Thursday, January 13, 2011

Phones Schmones

So, I've never been a big cell phone guy. I've never had the latest technology, and I'm usually at least one or two generations behind on whatever's current. But that's ok with me, I don't really text, and I don't like talking on the phone, so hey, who needs it. Right?

Well, even if you don't need to call people, occasionally people want to call you, and then when they find out you don't have a phone, suddenly you've terribly inconvenienced them. Now they have to write you an e-mail instead, or wait for you to get home to a landline and give them a call. Apparently it's sacrilege to exist sans-cellularity these days, which makes me the biggest heathen on the planet.

It's particularly a problem when you've got a handful of people you actually do want to talk to, but they all live at least a thousand miles apart from one another--six thousand, in the case of some far-flung individuals. Long distance plans are never the most convenient or affordable, and so you're faced with establishing regular communications via-internet (which no one seems to have time for these days, aside from trite updates on your facebook page) or just losing touch entirely.

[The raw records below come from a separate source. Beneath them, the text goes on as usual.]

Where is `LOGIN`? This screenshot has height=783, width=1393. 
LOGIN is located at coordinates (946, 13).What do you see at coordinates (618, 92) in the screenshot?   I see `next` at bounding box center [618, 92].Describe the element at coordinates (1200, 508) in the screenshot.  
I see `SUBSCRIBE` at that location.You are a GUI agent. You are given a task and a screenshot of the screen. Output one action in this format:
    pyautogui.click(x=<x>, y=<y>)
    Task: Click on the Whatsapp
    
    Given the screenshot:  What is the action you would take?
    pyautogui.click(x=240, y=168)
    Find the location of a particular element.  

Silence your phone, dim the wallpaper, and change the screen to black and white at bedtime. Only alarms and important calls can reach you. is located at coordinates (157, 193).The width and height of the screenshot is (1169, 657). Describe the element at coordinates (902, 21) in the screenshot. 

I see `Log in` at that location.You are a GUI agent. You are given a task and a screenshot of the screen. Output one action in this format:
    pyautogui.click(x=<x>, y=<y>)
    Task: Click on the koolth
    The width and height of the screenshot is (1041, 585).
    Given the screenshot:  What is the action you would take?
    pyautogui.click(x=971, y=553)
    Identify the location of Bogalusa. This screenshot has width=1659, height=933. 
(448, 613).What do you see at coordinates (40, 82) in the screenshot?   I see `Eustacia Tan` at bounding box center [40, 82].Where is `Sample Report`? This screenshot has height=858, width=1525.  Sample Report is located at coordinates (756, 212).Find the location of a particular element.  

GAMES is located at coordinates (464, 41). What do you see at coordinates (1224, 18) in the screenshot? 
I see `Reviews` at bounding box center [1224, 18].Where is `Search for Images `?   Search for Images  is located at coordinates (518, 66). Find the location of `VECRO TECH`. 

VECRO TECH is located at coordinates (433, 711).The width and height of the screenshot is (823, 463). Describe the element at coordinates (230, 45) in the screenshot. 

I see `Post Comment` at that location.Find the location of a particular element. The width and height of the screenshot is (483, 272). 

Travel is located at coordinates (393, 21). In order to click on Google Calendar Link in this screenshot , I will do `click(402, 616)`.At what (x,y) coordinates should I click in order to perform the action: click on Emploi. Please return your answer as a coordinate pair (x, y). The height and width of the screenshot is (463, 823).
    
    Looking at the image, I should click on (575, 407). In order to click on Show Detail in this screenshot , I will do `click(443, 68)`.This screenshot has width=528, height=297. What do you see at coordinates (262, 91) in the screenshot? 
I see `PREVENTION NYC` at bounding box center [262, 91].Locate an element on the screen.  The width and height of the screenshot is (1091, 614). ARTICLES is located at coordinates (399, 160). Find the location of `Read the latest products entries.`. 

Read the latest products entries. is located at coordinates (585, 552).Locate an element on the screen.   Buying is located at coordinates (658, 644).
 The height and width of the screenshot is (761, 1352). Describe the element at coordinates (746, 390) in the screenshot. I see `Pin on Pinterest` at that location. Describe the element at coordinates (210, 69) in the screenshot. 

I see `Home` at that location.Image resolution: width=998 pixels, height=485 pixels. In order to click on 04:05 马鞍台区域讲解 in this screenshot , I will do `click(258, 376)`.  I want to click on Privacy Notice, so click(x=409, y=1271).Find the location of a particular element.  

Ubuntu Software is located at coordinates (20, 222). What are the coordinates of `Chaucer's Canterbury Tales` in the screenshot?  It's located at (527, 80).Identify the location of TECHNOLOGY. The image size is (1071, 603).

I'm typically never on the cutting edge of anything. As a general rule, I despise trends and the latest fashions, hype, hubbub, and any type of hullabaloo, brouhaha, or rigmarole for popular etiquette's sake. I usually pick up on a thing well after it's gone through it's fad phase and has settled into standard societal usage.

This practise has three purposes: one, it's saves considerable money. Trends are, on average, expensive to pursue. If you want that thing that everyone else has, you gon' hafta pay, son. Secondly, by waiting you get the benefit of letting other people test out the newest technologies and make sure they're something enduring. Nothing's worse than investing hundreds of dollars into HD-DVD players and compatible hardware, to discover that's its obsolete and irrelevant before you've had a chance to even use it.

Thirdly, and least practically, it spares my dignity the affront of having to "go along" with everyone else. I'm not above resisting the crowd simply to be stubborn, and it's a position I'll maintain probably until they put me in a coffin. If they're still doing that when I die. They may be shooting people into space by then, creating some sort of eternal, cosmic-graveyard. I'll still probably hold off on the idea for a bit, cause you know, what about meteors? Or micro-singularities? "We're sorry m'am, your late husband is somewhere in the fourth dimension, we believe, his sarcophagus being inevitably plundered by roving bands of non-euclidean space pirates." Solid earth for me, folks.

So yeah. This started as a treatise on how I don't have a cell phone. But I seem to be prone to digression.

Back on track, towards the end of my stay in Canada I finally got a cell phone. It was the bottom of the barrel, basic phone, but I loved it. It had no flip screen or unfolding, magic panels or miraculous touch-screen. Just a slim, tiny, little phone that made hardly an impression in my jeans pocket. Which, is ideal. I hate being reminded I have things in my pockets.

Things were swell! Then I moved. And it didn't work. That was in September. I haven't had a phone since then.

And honestly? Haven't missed it.

Oh sure, other people have wished I had a phone, have berated me for my lack of communicability. But shucks to them! Phones here are ridiculously expensive. $70+ a month seems to be the going standard, if you want anything approaching current.

So I've decided to unlock my old Canadian phone (which barely saw any use, and is only a few months old, though I realise by most standards this makes it ancient). It hasn't proved easy! The unlocking code doesn't work, for some reason, and the service provider says they can't help. The manufacturer is in China, and my experience there has taught me it might as well have been crafted on Mars, for all the help I'm going to get.

So it looks like for now, I'm sending it to the cheapest unlocking specialist I can find. The T-Mobile man helpfully suggested I head on down to Mexico--south of the border, down under, into America's pants--and get it unlocked. I laughed, but he appeared quite serious, so I politely told him I would think about it. (I won't).